Hispanic and Latino HR and Labor Relations
Hispanics, Latinos and Latins are fast transforming the character of the American workplace. Consider a few tantalizing facts:
- Hispanics are almost a decade younger (9.5 years) than the general population
- More than a third of Hispanics are younger than 18 years old
- Fertility rates of Hispanics are higher than the natural replacement level
- Hispanic women who attain graduate degrees earn 15% more than their non-Hispanic counterparts
These changes have not unfolded without comment. “It is a turning point in the nation’s history, a symbolic benchmark of some significance,” Roberto Suro, then-director of the Pew Hispanic Center, said of the emergence of Hispanics as the largest minority, displacing the historic position held by African Americans. “If you consider how much of this nation’s history is wrapped up in the interplay between black and white, this serves as an official announcement that we as Americans cannot think of race in that way any [longer].” Other voices have been raised in acknowledgement—and alarm. “The persistent inflow of Hispanic immigrants threatens to divide the United States into two peoples, two cultures, and two languages. Unlike past immigrant groups, Mexicans and other Hispanics have not assimilated into mainstream U.S. culture, forming instead their own political and linguistic enclaves—from Los Angeles to Miami— and rejecting the Anglo-Protestant values that built the American dream,” Samuel Huntington, of Harvard University, wrote in the pages of Foreign Affairs.
These demographic changes are also of profound socioeconomic consequence, simply because, unlike other immigrant groups, Hispanics have reached a “tipping point,” economically mandating that Spanish be one of the languages of business, and through higher birth rates, fundamentally changing the character of American society in this century.
Hispanic Economics is uniquely qualified to provide strategic solutions to help managers, supervisors and other administrators understand, and be effective managers of, their Hispanic and Latino employees.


▶ **TASK DETAILS**
Report how many lines in the data below hold "filled", with no other words.

▶ **RECORDS FOR THIS EXERCISE**
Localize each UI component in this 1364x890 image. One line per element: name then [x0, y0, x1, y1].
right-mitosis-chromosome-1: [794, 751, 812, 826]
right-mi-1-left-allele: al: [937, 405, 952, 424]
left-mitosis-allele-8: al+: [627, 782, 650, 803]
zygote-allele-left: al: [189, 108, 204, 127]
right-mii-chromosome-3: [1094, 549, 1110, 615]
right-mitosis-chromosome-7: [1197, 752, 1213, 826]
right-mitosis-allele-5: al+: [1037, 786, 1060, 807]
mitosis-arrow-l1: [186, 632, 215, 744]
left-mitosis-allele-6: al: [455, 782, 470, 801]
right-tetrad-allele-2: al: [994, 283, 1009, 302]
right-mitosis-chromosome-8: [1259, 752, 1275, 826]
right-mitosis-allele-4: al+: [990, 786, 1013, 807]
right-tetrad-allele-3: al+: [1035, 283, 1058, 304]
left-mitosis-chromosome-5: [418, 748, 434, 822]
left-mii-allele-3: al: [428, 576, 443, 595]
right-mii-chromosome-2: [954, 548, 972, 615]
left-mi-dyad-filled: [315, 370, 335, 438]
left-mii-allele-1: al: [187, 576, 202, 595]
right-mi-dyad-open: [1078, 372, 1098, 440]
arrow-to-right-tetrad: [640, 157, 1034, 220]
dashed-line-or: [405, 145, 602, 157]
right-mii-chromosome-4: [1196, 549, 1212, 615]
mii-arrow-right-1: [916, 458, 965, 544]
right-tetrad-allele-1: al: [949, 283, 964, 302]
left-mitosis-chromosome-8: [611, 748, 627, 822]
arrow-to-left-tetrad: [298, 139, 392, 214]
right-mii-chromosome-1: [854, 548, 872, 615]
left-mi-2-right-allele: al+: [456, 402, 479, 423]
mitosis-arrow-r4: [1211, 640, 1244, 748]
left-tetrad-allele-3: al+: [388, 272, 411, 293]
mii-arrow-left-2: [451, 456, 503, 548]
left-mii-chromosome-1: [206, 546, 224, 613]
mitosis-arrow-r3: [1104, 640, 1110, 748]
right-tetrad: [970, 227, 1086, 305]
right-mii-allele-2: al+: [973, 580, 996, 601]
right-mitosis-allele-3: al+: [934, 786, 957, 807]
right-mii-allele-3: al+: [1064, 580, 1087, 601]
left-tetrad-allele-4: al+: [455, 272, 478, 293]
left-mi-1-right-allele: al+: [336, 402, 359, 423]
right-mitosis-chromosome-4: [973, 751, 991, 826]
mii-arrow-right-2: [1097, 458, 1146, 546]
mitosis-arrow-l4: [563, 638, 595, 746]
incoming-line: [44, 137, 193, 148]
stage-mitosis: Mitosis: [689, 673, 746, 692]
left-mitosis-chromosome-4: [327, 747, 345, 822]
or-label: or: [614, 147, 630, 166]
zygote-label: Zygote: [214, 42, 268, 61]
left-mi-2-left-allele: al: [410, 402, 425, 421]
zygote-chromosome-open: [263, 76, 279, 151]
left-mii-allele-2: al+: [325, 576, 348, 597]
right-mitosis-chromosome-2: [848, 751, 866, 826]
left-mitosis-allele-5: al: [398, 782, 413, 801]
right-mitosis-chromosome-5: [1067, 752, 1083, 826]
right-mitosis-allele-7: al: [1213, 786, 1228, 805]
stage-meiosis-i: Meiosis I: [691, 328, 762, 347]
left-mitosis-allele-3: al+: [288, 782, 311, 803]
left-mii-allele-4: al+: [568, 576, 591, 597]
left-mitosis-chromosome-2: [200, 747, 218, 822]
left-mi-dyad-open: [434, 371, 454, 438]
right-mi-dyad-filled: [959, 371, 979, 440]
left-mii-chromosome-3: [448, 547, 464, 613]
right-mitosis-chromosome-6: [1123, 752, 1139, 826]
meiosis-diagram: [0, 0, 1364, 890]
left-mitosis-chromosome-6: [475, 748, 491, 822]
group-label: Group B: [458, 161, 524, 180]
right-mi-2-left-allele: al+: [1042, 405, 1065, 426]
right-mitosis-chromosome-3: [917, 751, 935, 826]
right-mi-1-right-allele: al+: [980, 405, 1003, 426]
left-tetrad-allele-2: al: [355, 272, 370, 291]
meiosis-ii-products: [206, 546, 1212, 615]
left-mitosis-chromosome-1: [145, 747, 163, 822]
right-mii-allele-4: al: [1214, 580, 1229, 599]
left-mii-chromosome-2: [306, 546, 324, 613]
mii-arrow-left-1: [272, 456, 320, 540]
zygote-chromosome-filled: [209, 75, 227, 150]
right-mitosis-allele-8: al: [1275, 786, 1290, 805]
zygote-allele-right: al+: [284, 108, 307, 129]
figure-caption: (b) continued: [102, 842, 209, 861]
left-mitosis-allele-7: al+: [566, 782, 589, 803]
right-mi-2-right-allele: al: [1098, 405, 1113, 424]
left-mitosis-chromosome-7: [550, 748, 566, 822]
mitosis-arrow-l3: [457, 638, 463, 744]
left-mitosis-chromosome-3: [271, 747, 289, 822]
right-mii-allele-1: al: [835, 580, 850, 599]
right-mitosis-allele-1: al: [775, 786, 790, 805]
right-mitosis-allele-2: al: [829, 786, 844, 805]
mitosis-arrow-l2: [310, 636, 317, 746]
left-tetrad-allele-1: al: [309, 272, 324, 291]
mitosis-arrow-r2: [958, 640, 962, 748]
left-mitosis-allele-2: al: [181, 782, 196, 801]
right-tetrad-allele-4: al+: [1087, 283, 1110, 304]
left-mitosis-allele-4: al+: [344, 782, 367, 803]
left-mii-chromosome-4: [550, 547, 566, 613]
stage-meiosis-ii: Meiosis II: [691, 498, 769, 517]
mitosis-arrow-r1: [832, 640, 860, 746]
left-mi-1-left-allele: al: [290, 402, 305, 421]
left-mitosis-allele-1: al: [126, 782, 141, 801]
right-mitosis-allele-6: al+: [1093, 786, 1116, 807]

▶ **RESPONSE BELOW**
3